Service Portal Bridge
The single most important architectural decision in sn_aiux is this: it doesn't replace sp_widget. It embeds it.
Three of the nineteen out-of-the-box widgets are pure adapters around existing Angular Service Portal widgets, surfacing them inside an sn_aiux experience with no modifications to the underlying widget. The mechanism is a Lit custom element called <aiux-angular-element>, and the pattern it enables is the migration story for anything you've already built.
<aiux-angular-element>
A Lit element that, at mount time, bootstraps the embedded AngularJS Service Portal engine inside the Lit DOM, looks up an sp_widget by id, runs that widget's server script with the supplied options, and renders its Angular template inside the sn_aiux shell.

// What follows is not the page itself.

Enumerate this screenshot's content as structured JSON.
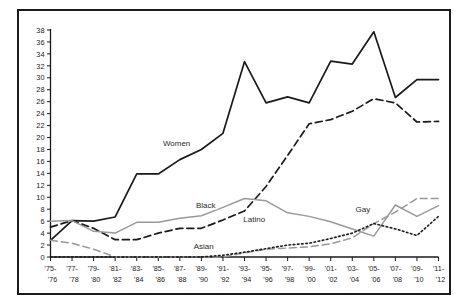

Usage from inside a sys_aix_widget Lit component:
render() {
return html`
<aiux-angular-element
.widgetId=${'widget-form'}
.options=${this.options}>
</aiux-angular-element>`;
}
Two property bindings, both with the . prefix (Lit JS bindings, not HTML attributes):
| Property | Type | Description |
|---|---|---|
| .widgetId | string | The sp_widget.id (kebab-case slug) of the widget to embed. |
| .options | Object | Options to pass to the wrapped widget. Same shape its option_schema declares. |
How it works at runtime
When the Lit component mounts <aiux-angular-element>:
- The framework spins up the embedded AngularJS Service Portal runtime inside the Lit DOM tree.
- It looks up the
sp_widgetrecord byid. - It runs that widget's server
scriptwithoptionspopulated from.options. - It renders the widget's Angular template + client_script inside the shell.

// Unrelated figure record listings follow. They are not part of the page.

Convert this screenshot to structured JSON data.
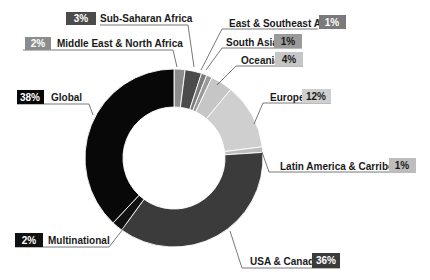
{
  "chart_data": {
    "type": "pie",
    "variant": "donut",
    "title": "",
    "start_angle": "12 o'clock, clockwise",
    "categories": [
      "Middle East & North Africa",
      "Sub-Saharan Africa",
      "East & Southeast Asia",
      "South Asia",
      "Oceania",
      "Europe",
      "Latin America & Carribean",
      "USA & Canada",
      "Multinational",
      "Global"
    ],
    "values": [
      2,
      3,
      1,
      1,
      4,
      12,
      1,
      36,
      2,
      38
    ],
    "colors": [
      "#8c8c8c",
      "#4b4b4b",
      "#7a7a7a",
      "#9a9a9a",
      "#c6c6c6",
      "#cfcfcf",
      "#bdbdbd",
      "#3b3b3b",
      "#111111",
      "#080808"
    ],
    "legend": "inline leader-line labels"
  },
  "labels": [
    {
      "name": "Middle East & North Africa",
      "pct": "2%"
    },
    {
      "name": "Sub-Saharan Africa",
      "pct": "3%"
    },
    {
      "name": "East & Southeast Asia",
      "pct": "1%"
    },
    {
      "name": "South Asia",
      "pct": "1%"
    },
    {
      "name": "Oceania",
      "pct": "4%"
    },
    {
      "name": "Europe",
      "pct": "12%"
    },
    {
      "name": "Latin America & Carribean",
      "pct": "1%"
    },
    {
      "name": "USA & Canada",
      "pct": "36%"
    },
    {
      "name": "Multinational",
      "pct": "2%"
    },
    {
      "name": "Global",
      "pct": "38%"
    }
  ]
}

The wrapped widget runs exactly as it does in Service Portal. $sp parameter passing works. gs.* and GlideRecord work. The widget's data object is populated by its own server script.

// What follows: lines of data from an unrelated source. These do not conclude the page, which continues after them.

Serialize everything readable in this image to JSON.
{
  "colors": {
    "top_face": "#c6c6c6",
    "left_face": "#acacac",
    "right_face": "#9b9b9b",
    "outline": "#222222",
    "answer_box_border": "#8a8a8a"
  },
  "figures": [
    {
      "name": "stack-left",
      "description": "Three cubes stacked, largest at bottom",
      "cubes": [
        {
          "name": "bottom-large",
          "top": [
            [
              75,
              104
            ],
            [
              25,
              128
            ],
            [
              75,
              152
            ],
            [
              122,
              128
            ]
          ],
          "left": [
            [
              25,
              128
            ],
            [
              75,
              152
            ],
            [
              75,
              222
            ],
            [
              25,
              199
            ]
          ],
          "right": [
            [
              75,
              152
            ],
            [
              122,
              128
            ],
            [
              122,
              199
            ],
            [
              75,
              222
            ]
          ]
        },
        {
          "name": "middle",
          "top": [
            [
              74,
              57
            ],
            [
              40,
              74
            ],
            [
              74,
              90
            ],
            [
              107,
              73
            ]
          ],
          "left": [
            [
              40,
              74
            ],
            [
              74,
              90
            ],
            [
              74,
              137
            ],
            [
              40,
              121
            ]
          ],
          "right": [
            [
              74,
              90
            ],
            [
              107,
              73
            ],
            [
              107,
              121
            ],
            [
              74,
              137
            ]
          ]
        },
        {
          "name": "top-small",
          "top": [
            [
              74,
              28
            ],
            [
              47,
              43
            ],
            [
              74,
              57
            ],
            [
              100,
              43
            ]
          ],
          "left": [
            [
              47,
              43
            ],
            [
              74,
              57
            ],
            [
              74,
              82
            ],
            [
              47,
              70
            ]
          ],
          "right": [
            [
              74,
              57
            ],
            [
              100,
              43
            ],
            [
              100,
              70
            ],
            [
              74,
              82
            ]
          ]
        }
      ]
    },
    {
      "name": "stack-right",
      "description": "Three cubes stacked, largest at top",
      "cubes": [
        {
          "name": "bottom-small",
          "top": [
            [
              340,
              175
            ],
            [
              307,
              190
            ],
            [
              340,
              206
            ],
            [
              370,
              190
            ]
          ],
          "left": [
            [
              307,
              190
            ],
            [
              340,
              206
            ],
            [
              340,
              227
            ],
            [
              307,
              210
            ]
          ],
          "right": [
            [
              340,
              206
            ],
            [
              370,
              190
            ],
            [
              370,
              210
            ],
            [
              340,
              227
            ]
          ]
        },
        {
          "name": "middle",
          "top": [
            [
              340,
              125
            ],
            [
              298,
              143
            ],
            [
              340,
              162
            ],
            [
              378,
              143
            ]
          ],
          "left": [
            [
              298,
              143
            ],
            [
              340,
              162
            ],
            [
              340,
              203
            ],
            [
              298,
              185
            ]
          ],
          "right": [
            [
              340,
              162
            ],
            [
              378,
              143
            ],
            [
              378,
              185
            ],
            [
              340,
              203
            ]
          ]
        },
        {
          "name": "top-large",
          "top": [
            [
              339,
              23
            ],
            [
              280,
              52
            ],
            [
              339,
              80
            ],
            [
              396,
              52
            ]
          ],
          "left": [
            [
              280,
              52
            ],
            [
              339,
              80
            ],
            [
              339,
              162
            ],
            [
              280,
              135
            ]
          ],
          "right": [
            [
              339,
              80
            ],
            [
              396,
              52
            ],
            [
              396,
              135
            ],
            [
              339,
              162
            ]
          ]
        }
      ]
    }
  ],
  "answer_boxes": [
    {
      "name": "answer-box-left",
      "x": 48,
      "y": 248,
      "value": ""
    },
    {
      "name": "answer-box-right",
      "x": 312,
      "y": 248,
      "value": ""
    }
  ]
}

The three OOB bridge widgets
sn_aiux widget | Embeds sp_widget |
|---|---|
Form (form-widget) | widget-form |
Catalog Item (catalog-item) | widget-sc-cat-item-v2 |
Order Guide (order-guide) | widget-sc-order-guide-v2 |
Here's the entire component for the Form widget — a complete, working bridge in twenty lines:
import { html } from 'lit';
import { AIUXWidgetElement } from '@servicenow/aiux-components-core';
import { locationService } from '@servicenow/aiux-services';
class FormWidget extends AIUXWidgetElement {
createRenderRoot() { return this; }
constructor() {
super();
const params = locationService.params();
this.options = {
table: params.table,
sys_id: params.sys_id,
hideRelatedLists: true,
};
}
render() {
return html`
<aiux-angular-element
.widgetId=${'widget-form'}
.options=${this.options}>
</aiux-angular-element>`;
}
}
The Form widget's own server script is empty — there's nothing for it to do. All the work happens inside widget-form.
When to use the bridge
Use the bridge when:
- A complex Angular widget already exists and works. Catalog items, order guides, record forms, anything with cart logic, variable trees, or form-engine bindings.
- You want to ship an
sn_aiuxexperience quickly without rewriting your widget library. - You're migrating an existing Service Portal portal to
sn_aiuxand want the cutover to be invisible to end users.
Use native Lit when:
- You're building a new widget from scratch.
- The widget needs
client_toolsfor AI agent integration (the bridge layer can't expose those on the embedded widget). - The widget is presentational and doesn't need the Service Portal scriptable runtime.
The two coexist inside the same page. A typical real-world experience mixes native Lit widgets with bridged Service Portal widgets without anyone noticing the seam.
The theming sidecar
When you bridge a Service Portal widget into sn_aiux, the embedded Angular renderer needs a theme to style the widget with. That's where the sp_portal record with url_suffix aiuxsp comes in — it's a sidecar that carries the theme used to reskin embedded SP widgets so they render against Tailwind/DaisyUI tokens instead of looking like 2016-era Bootstrap dropped into a modern page.
sn_aiux itself does not run on Service Portal. The aiuxsp portal record only matters when SP widgets get bridged in. Pure-Lit sn_aiux widgets never touch it. See Experiences → Overview for the framework-level context.
Worked example
For a step-by-step walkthrough that takes the OOB Cool Clock Service Portal widget and surfaces it inside an sn_aiux page, see Getting Started → Your first widget.